I think 1960s small-town America was very Lynchian. Everything was there, but underneath, everything was rumbling.
Bruce SpringsteenIf you don't connect yourself to your family and to the world in some fashion, through your job or whatever it is you do, you feel like you're disappearing, you feel like you're fading away, you know? I felt like that for a very very long time. Growing up, I felt like that a lot. I was just invisible; an invisible person. I think that feeling, wherever it appears, and I grew up around people who felt that way, it's an enormous source of pain; the struggle to make yourself felt and visible. To have some impact, and to create meaning for yourself, and for the people you come in touch with.
Bruce SpringsteenI never start with a political point of view.

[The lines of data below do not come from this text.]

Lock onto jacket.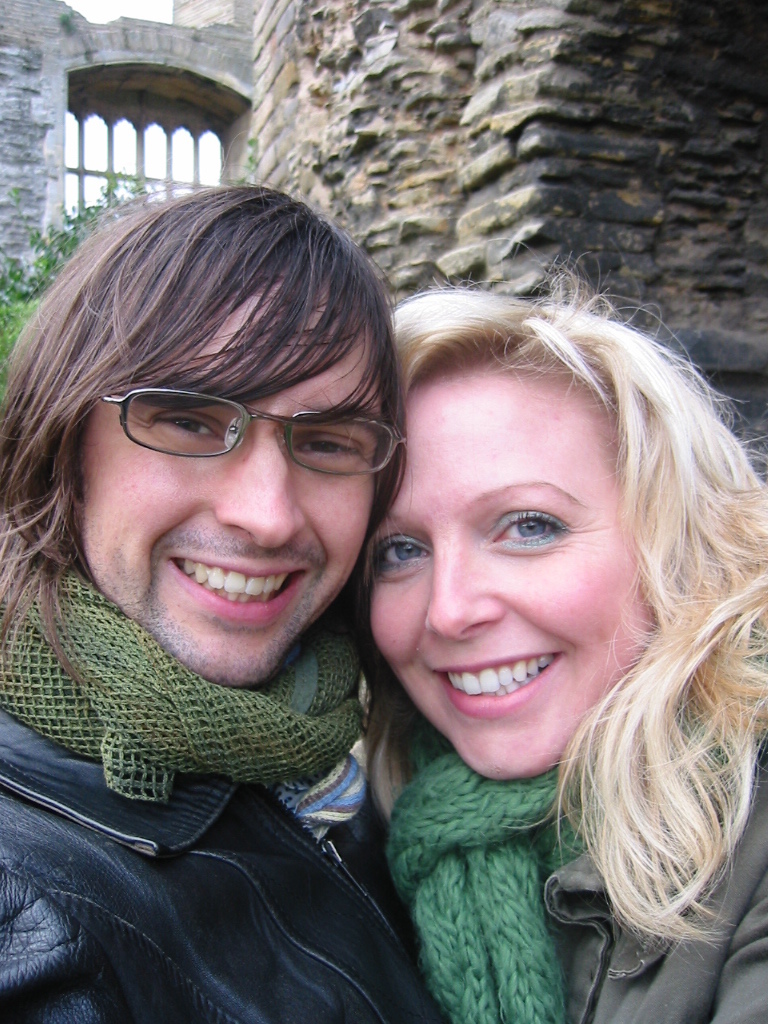
Locked: region(16, 651, 456, 987).
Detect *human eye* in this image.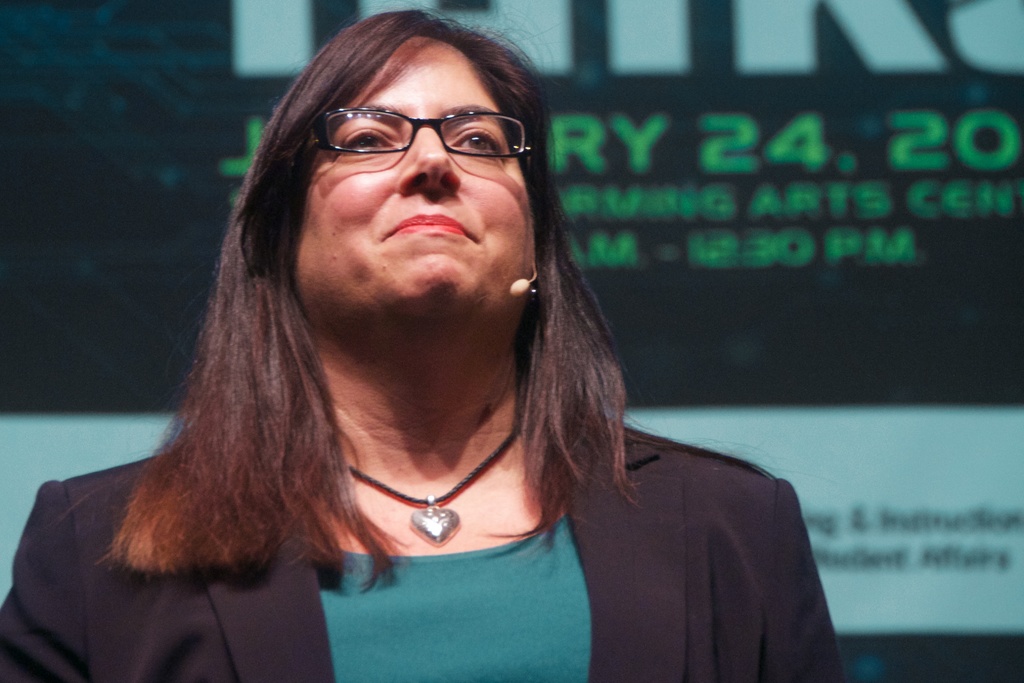
Detection: [450, 124, 506, 159].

I believe that your politics are emotionally and psychologically determined by your early experiences.
Bruce SpringsteenI'm not in any rush. I'm not somebody who, if I write a song, I get it out. That's not something I've ever really quite done.

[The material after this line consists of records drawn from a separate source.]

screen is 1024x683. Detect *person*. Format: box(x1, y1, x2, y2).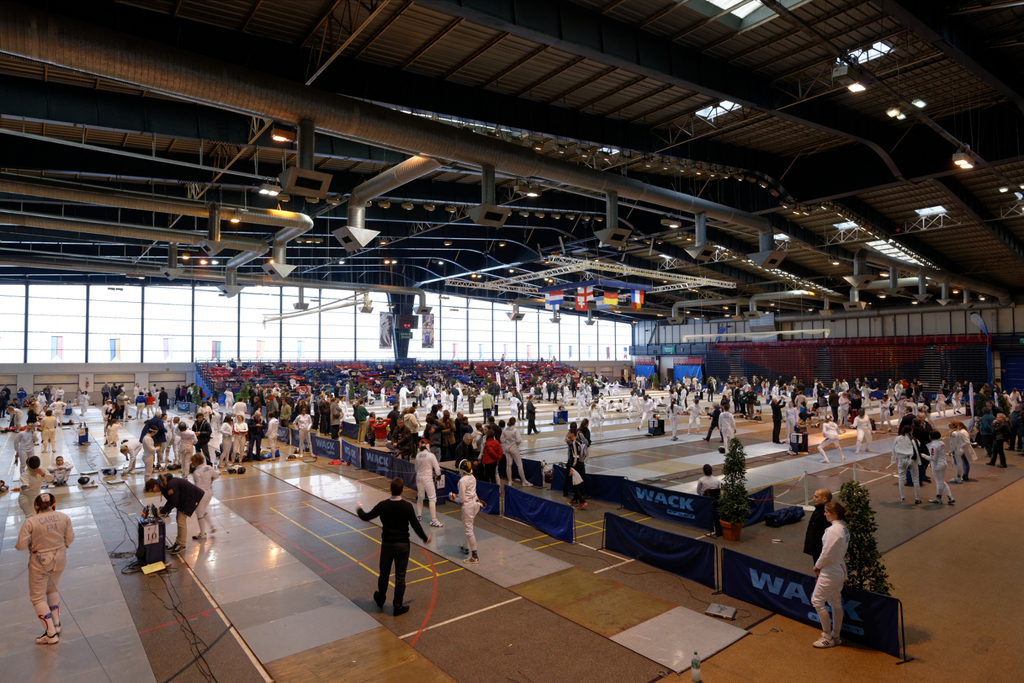
box(122, 438, 144, 474).
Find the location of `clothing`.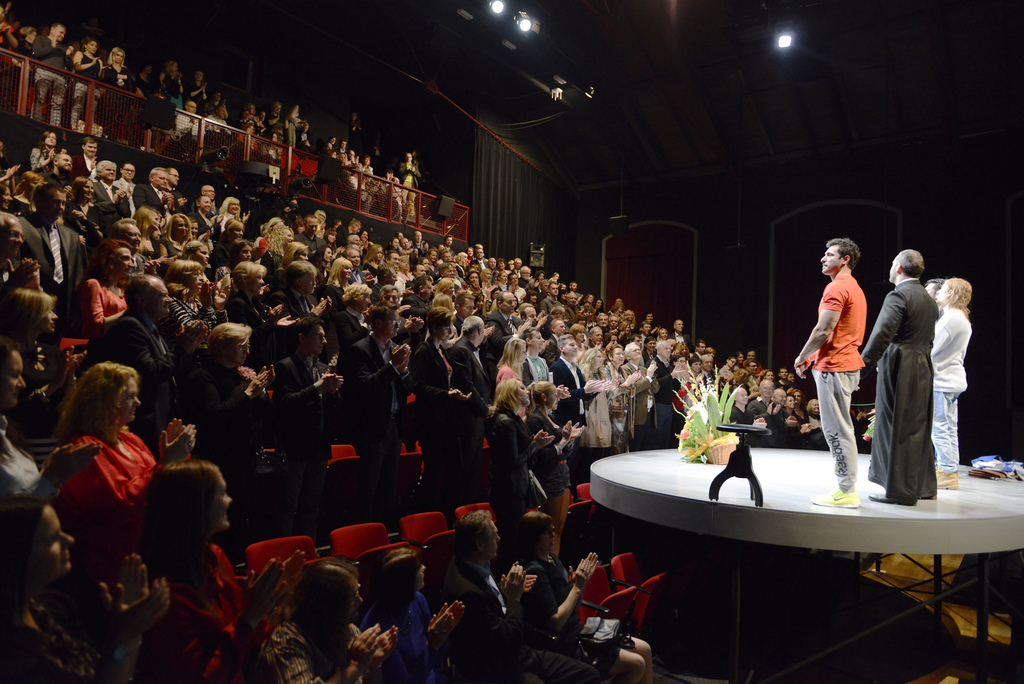
Location: rect(646, 366, 676, 443).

Bruce SpringsteenThe school system only recognizes one type of intelligence. There are so many different types of intelligence.
Bruce Springsteen...It's all sort of dreams and it's all illusion. It's theater; it's not real. We're making up stories, you know, and people tend to run into you and believe you are your characters. And I suppose the funny thing is the longer you go, you do become sort of some version of [your characters]. You both diverge from them - you know - you live, but you also permanently inhabit that geography and that mental space - and so you do morph a little bit. We do become what we imagine.